I watched the semi disappear and flashed on a scene from one of my favorite movies — Sunset Boulevard.

It’s New Year’s Eve, the night Joe Gillis realizes Norma Desmond’s in love with him. He and Norma are lounging on a divan in her private ballroom and she’s bought him a gold cigarette case he doesn’t want to accept. He says she’s bought him too much already. Norma doesn’t get what his problem is: she has tons of money. The way Gloria Swanson says it, she lolls her head back, flaps her wrists inward, and goes, “I’m rrrich.” She describes how rich she is, listing her various investments and ending with “I’ve got oil in Bakersfield pumping, pumping, pumping.” Her wrists flap in a bored way with each pump in pumping. She even sticks one leg up and flaps a bored foot.

Lifting my foot, I flapped it in rhythm and said out loud, “Pumping, pumping, pump — ”

“Open the cash register and give me the money.”

I froze.

The guy was standing behind me pointing a gun at my back. He had on dark glasses and his hair looked like a wig in the reflection.

“Now.”

Anger boiled up so fast I almost choked. This was not going to happen my first shift.

“No — I — won’t!”

Yelling, I twirled and slapped the gun right out of the guy’s hand. It went flying down an aisle as I raced around the counter:

“Get out of here! Get out of here! Get out of here! Get out of here!”

Caught off-guard, the guy started to back away. I shoved him toward the entrance.

“Go get a job, you freaking loser! There’s a boom on in the oil fields! The price of crude oil is at record highs!”

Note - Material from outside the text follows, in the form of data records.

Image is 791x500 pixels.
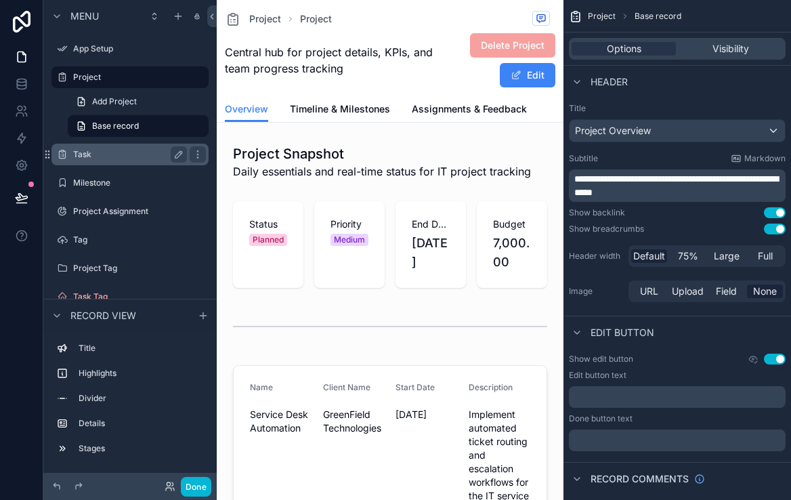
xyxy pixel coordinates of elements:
[712,42,749,56] span: Visibility
[569,370,626,380] label: Edit button text
[569,286,623,296] label: Image
[43,331,217,472] div: scrollable content
[225,44,446,76] span: Central hub for project details, KPIs, and team progress tracking
[500,63,555,87] button: Edit
[569,207,625,218] div: Show backlink
[412,97,527,124] a: Assignments & Feedback
[753,284,776,298] span: None
[678,249,698,263] span: 75%
[569,429,785,451] div: scrollable content
[569,103,785,114] label: Title
[68,115,208,137] a: Base record
[51,286,208,307] a: Task Tag
[51,172,208,194] a: Milestone
[715,284,736,298] span: Field
[757,249,772,263] span: Full
[744,153,785,164] span: Markdown
[569,119,785,142] button: Project Overview
[730,153,785,164] a: Markdown
[590,75,627,89] span: Header
[713,249,739,263] span: Large
[79,393,203,403] label: Divider
[73,149,181,160] label: Task
[569,250,623,261] label: Header width
[587,11,615,22] span: Project
[51,257,208,279] a: Project Tag
[634,11,681,22] span: Base record
[225,11,281,27] a: Project
[68,91,208,112] a: Add Project
[73,234,206,245] label: Tag
[290,97,390,124] a: Timeline & Milestones
[569,223,644,234] div: Show breadcrumbs
[73,263,206,273] label: Project Tag
[181,476,211,496] button: Done
[569,169,785,202] div: scrollable content
[225,102,268,116] span: Overview
[575,124,650,137] span: Project Overview
[569,413,632,424] label: Done button text
[590,326,654,339] span: Edit button
[640,284,658,298] span: URL
[225,97,268,123] a: Overview
[51,143,208,165] a: Task
[51,229,208,250] a: Tag
[70,309,136,322] span: Record view
[51,200,208,222] a: Project Assignment
[73,206,206,217] label: Project Assignment
[73,43,206,54] label: App Setup
[569,353,633,364] label: Show edit button
[92,96,137,107] span: Add Project
[569,386,785,407] div: scrollable content
[79,342,203,353] label: Title
[51,66,208,88] a: Project
[412,102,527,116] span: Assignments & Feedback
[70,9,99,23] span: Menu
[249,12,281,26] span: Project
[300,12,332,26] a: Project
[569,153,598,164] label: Subtitle
[590,472,688,485] span: Record comments
[290,102,390,116] span: Timeline & Milestones
[51,38,208,60] a: App Setup
[73,177,206,188] label: Milestone
[79,418,203,428] label: Details
[79,368,203,378] label: Highlights
[633,249,665,263] span: Default
[73,291,206,302] label: Task Tag
[73,72,200,83] label: Project
[92,120,139,131] span: Base record
[606,42,641,56] span: Options
[671,284,703,298] span: Upload
[79,443,203,453] label: Stages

He caught his sleeve on a rack and spun around. I kicked his leg, snatched the door open, and shoved him out to the parking lot.

“Drilling companies are hiring! Service companies are hiring! Western Well is hiring! Halliburton is hiring! Balch is hiring!”

The guy tripped over the sidewalk, losing his glasses, stumbling for balance. He didn’t see and I didn’t see the cops who’d pulled in for gas. I was yelling and the guy was running and out of the dark two cops were there. Shouting, “Stop!,” they blocked the guy, knocked him down, and had him spread-eagled and cuffed in four seconds flat. The guy was too surprised to resist.

I yelled, “He tried to rob the store!”

The cops looked over as my knees gave way and I sat down abruptly on the concrete.

One cop hurried up to me. “Are you okay?”

I managed to nod, then burst out laughing. I was shaking from the adrenaline, panting for breath, and I could feel sweat dripping down my face. But still, I had to laugh.

The armed robber was a sign. It was time to take my own advice.